A sharp and provocative new essay collection from the award-winning author of Freedom and The Corrections
The essayist, Jonathan Franzen writes, is like “a fire-fighter, whose job, while everyone else is fleeing the flames of shame, is to run straight into them.” For the past twenty-five years, even as his novels have earned him worldwide acclaim, Franzen has led a second life as a risk-taking essayist. Now, at a moment when technology has inflamed tribal hatreds and the planet is beset by unnatural calamities, he is back with a new collection of essays that recall us to more humane ways of being in the world.

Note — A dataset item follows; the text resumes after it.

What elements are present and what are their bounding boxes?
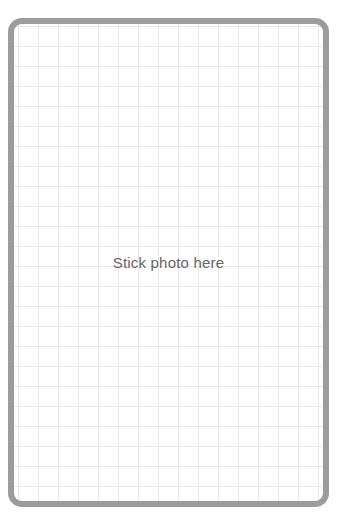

Franzen’s great loves are literature and birds, and The End of the End of the Earth is a passionate argument for both. Where the new media tend to confirm one’s prejudices, he writes, literature “invites you to ask whether you might be somewhat wrong, maybe even entirely wrong, and to imagine why someone else might hate you.” Whatever his subject, Franzen’s essays are always skeptical of received opinion, steeped in irony, and frank about his own failings. He’s frank about birds, too (they kill “everything imaginable”), but his reporting and reflections on them–on seabirds in New Zealand, warblers in East Africa, penguins in Antarctica–are both a moving celebration of their beauty and resilience and a call to action to save what we love.
Calm, poignant, carefully argued, full of wit, The End of the End of the Earth provides a welcome breath of hope and reason.